A team from Weill Cornell Medicine in New York City says it has found evidence of an oversized brain structure in patients experiencing depression. According to the researchers, this structure is about twice the size in depressed people as it is in patients with no depression.
The structure is called the frontostriatal salience network. What it does is not yet well understood, but prior research indicates that it is involved in how the brain processes stimuli and “rewards.”
The Weill Cornell team is hopeful that its discoveries may lead to better treatments for depression if they can figure out what the network structure is doing, and how to effectively target it. In their journal article describing the research, the team said the network structure is “expanded nearly twofold” in the cortex of people who are suffering from depression. They say they replicated their findings several times, and found at least three ways that the network structure encroaches on surrounding areas of the brain in depressed patients. It is not clear whether this phenomenon is a cause, or an effect, of depression.

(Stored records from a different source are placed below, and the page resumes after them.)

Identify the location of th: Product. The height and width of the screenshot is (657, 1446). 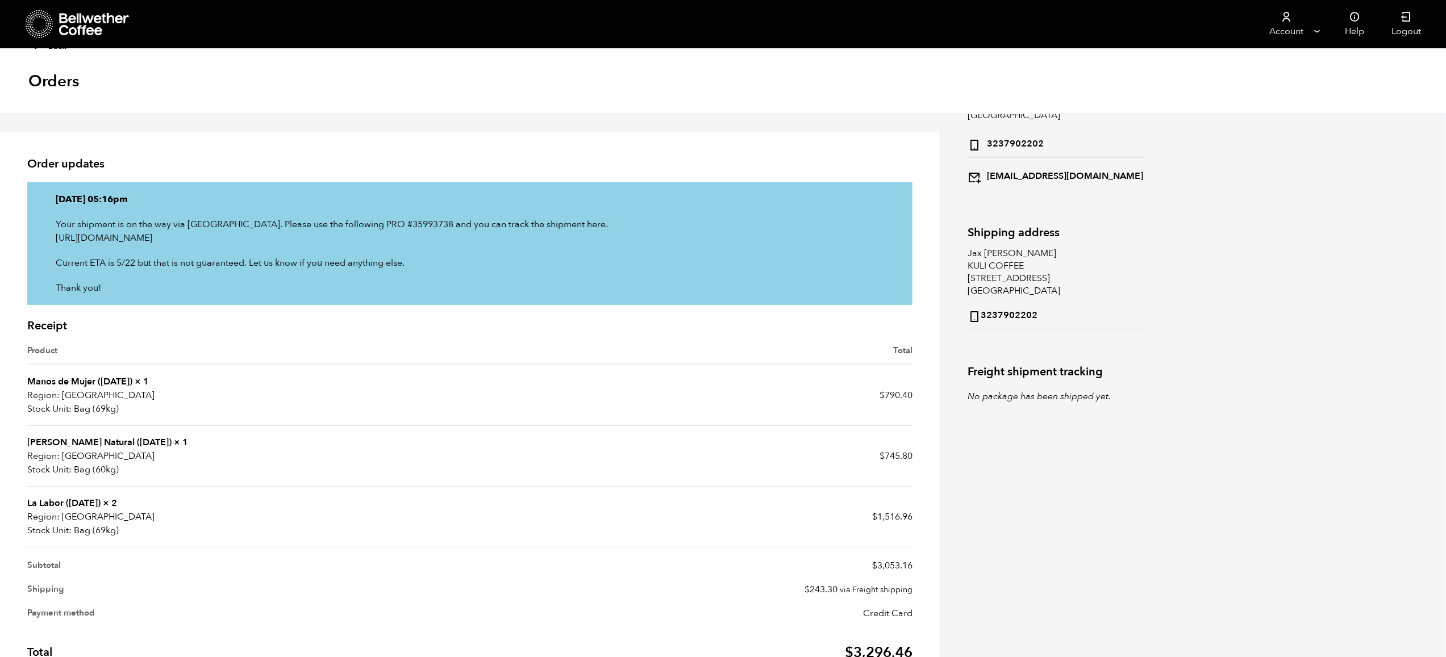
(248, 355).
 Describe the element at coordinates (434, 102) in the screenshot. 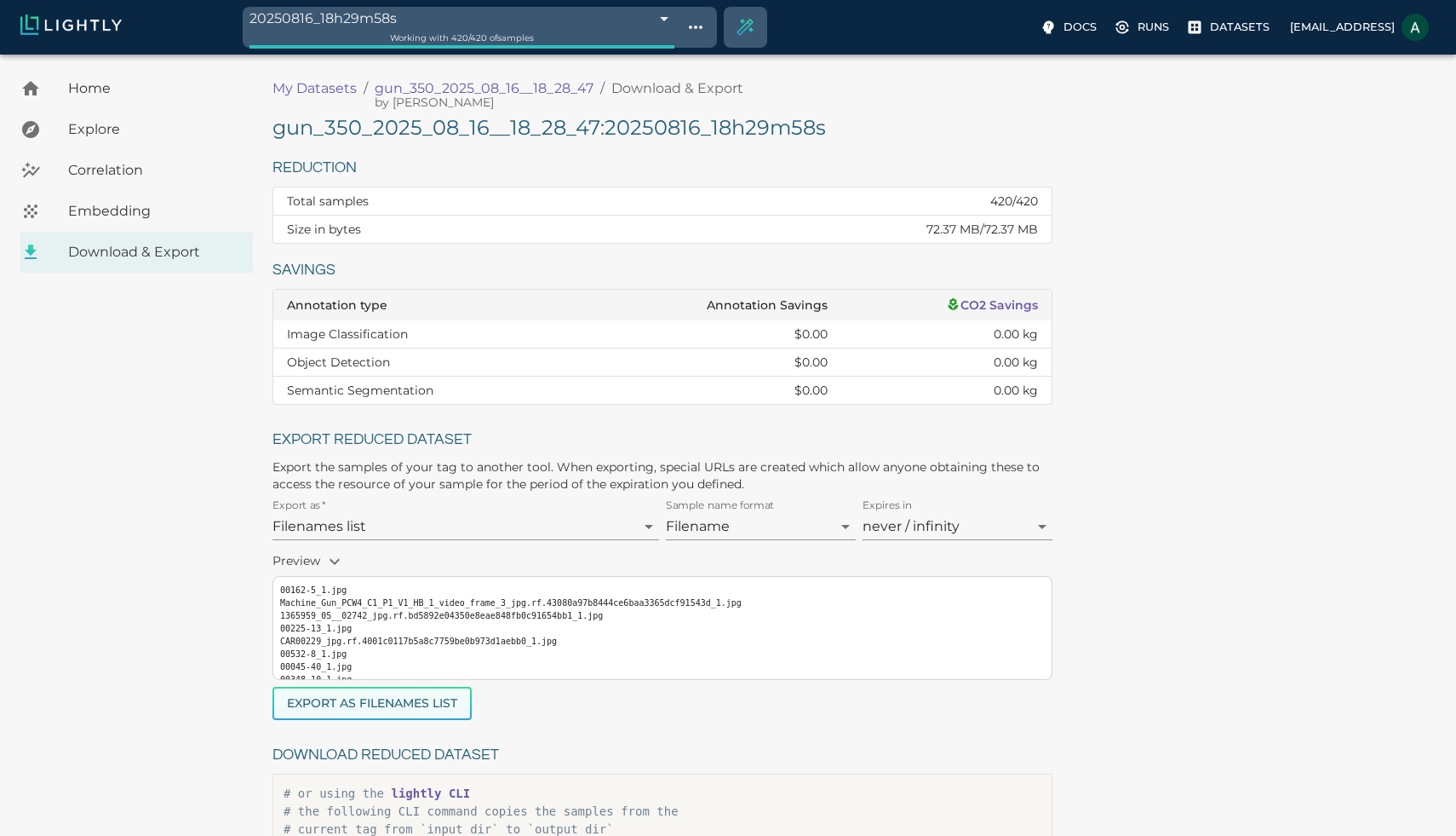

I see `span: Chip Ray (Teknoir)` at that location.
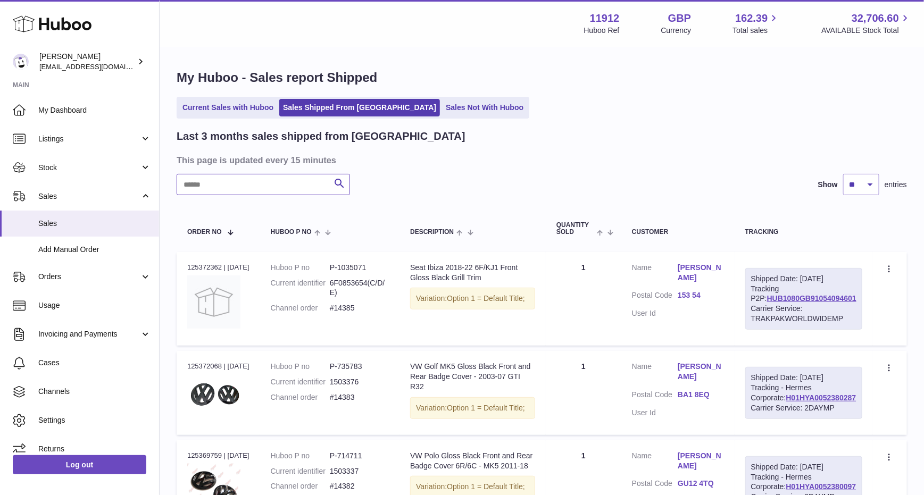 The width and height of the screenshot is (924, 495). Describe the element at coordinates (896, 185) in the screenshot. I see `span: entries` at that location.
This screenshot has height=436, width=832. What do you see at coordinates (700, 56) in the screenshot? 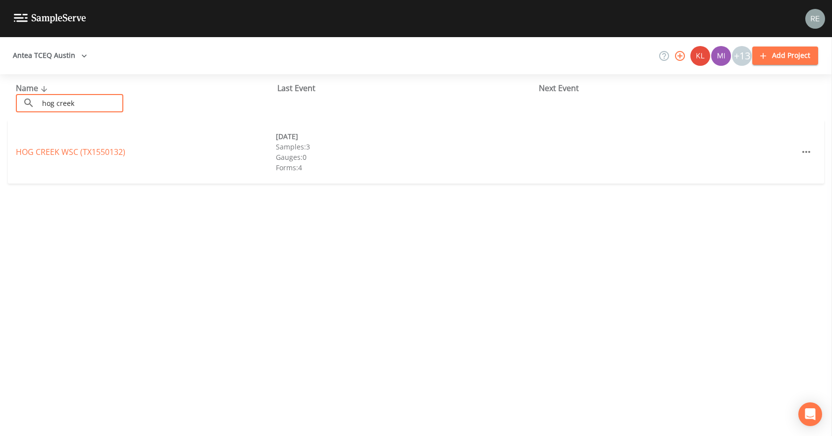
I see `img: 9c4450d90d3b8045b2e5fa62e4f92659` at bounding box center [700, 56].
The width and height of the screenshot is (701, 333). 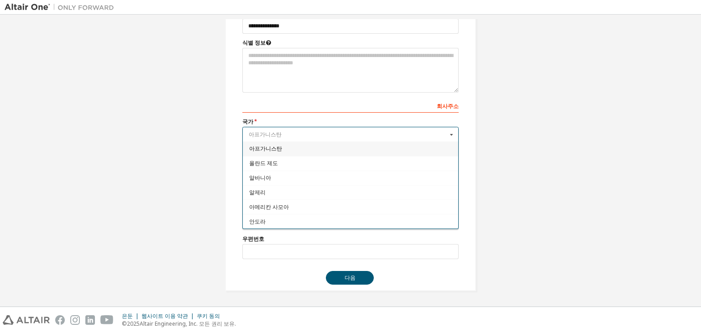 I want to click on font: 아프가니스탄, so click(x=266, y=149).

An interesting aspect of the research is the use of precision functional mapping, a fairly new approach that allows investigators to get clearer and more detailed views of brains and the structure being studied. The team examined brain scans of 57 people (average age ws 41) and compared those to scans from a control group of 37 health people with no depression. They then compared their findings with other databases that had a larger number of patient participants.
To further test their data, the team replicated their work on a smaller sample of patients, and they also compared results from a study of 114 children who were scanned before and after they got a diagnosis of depression. The data from all studies lined up well.
The study on children may begin to answer the question of whether the expanded brain structure is a cause or an effect of depression. Researchers noted that the network was larger than normal in the children before they got a diagnosis, suggesting that it may be an inheritable risk factor.